During our adventure traveling through the contiguous forty-eight states for fourteen months in 1984-1985, we found a place that felt like it could be another home. Tucson. It is ringed by five mountain ranges, not snowy like the Rockies, but rugged and beautiful, rising from the Sonoran Desert. The Santa Catalinas, the Tortolitas, the Rincons, the Santa Rita, and Tucson ranges. These mountains display a mind-blowing range of color at sunrise, sunset, and when clouds filter the desert light. I have photos of them dressed in reds, oranges, blues, purples, and golds. During monsoon season they flaunt a verdant green as vegetation awakens in the nearly tropical heat and humidity. But we still had a life (family and work) in Bellevue, Washington; but when the kids were raised and it was time for retirement we headed south. I am grateful every morning I wake up to the sunshine. I even learned, after many years, to treasure rain again. It was such a curse in Seattle. Anxiety no longer attacks me when dark rain clouds appear on the horizon. They are temporary. I know they will make the cacti and fruit trees blossom, wildflowers erupt into blankets of color and sate thirsty desert critters. I welcome monsoon season like a native. My feet are firmly planted in this place. Breathing clear air, embracing dark skies at night with diamond-bright galaxies shifting overhead, walking trails and communing with desert animals that cross our path or visit our yard, make this place home.

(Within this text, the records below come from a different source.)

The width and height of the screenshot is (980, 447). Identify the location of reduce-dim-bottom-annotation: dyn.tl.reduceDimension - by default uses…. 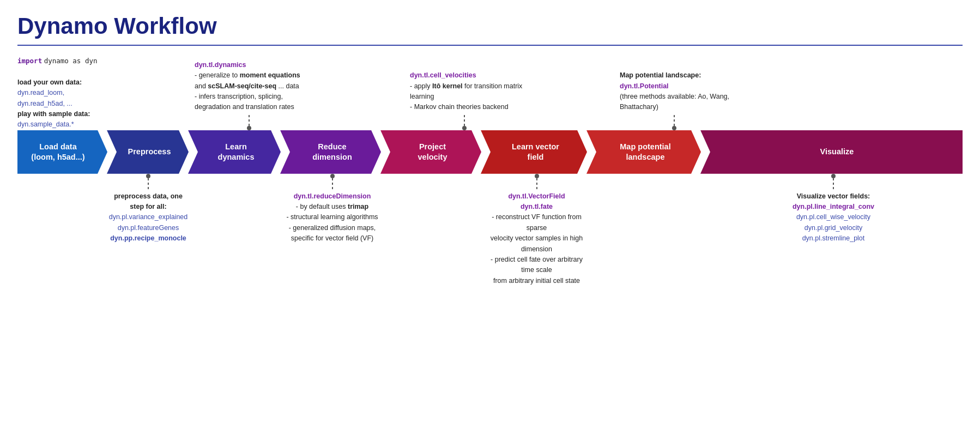
(332, 218).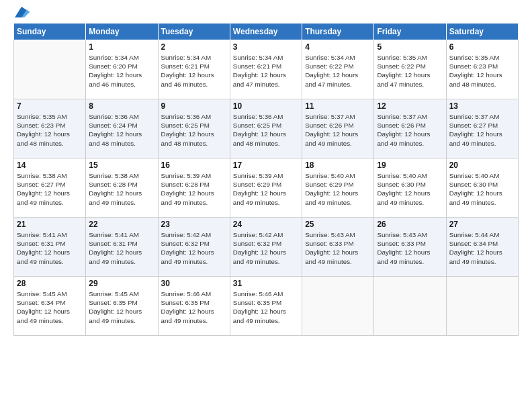 The height and width of the screenshot is (411, 532). What do you see at coordinates (266, 70) in the screenshot?
I see `calendar-week-row: 1Sunrise: 5:34 AMSunset: 6:20 PMDaylight…` at bounding box center [266, 70].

This poem is about the four places that influenced me from childhood until now. Home is more than just an address, a dot on a map. It is a place where your soul can breathe.
Where I Am From
I am from the traveling wind, deep roots, Wide blue skies, far horizons, and waving wheat, Great-grandma’s raw onions by her supper plate, Great-grandpa’s spittoon beside his rocker, Refrigerator on the back porch and dirt fruit cellar, Fireflies on summer nights.
I am from deep dark earth and snowy mountain highs Grandpa’s railroad uniform smelling of wool and tobacco Fishing at Estes Park, summer night baseball, Honeysuckle, snapdragons, and putting up the beans A ringer on the washing machine Cold fried chicken, white bread with butter and sugar
I am from endless gray skies, armies of black-green sentinel fir trees Reaching to the smothering clouds A city where art and music blend past and present A thousand cultures mingle like flavors in a stew The drizzle of cold, the smell of mold Wind in the sails, islands in the fog
I am from the knife-edged peaks with mysterious crevices Rising from the desert floor. Dark starry nights, quiet as serenity Deer, coyote, and javelina share their space. The soul-filling scent of the creosote bush after a summer monsoon. The endless blue of sky and translucent flower of prickly pear.